Over the past several weeks the kicks have apparently gotten harder and harder or my wife is getting wimpier and wimpier. We’ll be in the middle of a conversation and suddenly she’ll go cross-eyed and put her hand on her belly indicating that the child either has soccer ball in there or, at the very least, is practicing karate.
My wife is now translating these kicks and punches into what the baby likes and doesn’t like. We now know, through the amount of kicking my wife receives, the the baby likes pizza, ice cream, watching Alton Brown, watermelon, granola bars, bagels, going grocery shopping, chicken, pasta, watching Bobby Flay and malt liquor.
Ha! I’m just kidding about that last little bit. The baby hates Bobby Flay.
Of course I can’t feel any of these kicks so all I’ve been able to take away from these observations is that I should probably be diverting half of the kid’s college savings towards a future membership in Weight Watchers.

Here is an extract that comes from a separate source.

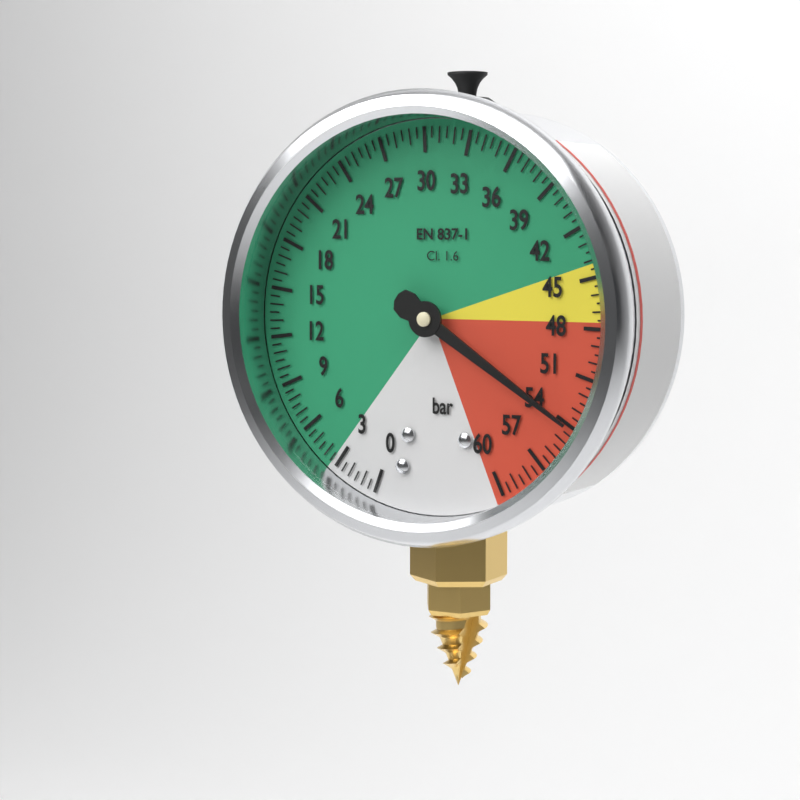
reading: 54.0 bar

Sure, my wife and I have both seen the ultrasound videos and we’ve heard the heartbeat on a microphone, but part of me always wonders if that stuff is all just some elaborate ruse put on my doctors to make a little extra scratch from the insurance companies. It would probably be pretty easy to rig up a DVD player to look just like an ultrasound machine and then just have a video playing each time the nurse moves around the wand on my wife’s belly. I mean, if the Hollywood special effects wizards can give Tom Cruise an acting career then they can surely fudge an ultrasound machine.
But after all these months of videos and recordings it is finally reassuring to have some sort of physical evidence, no matter how small, that a live baby really is bouncing around in there…
…And that my wife isn’t just getting fat from eatting all that pizza and ice cream.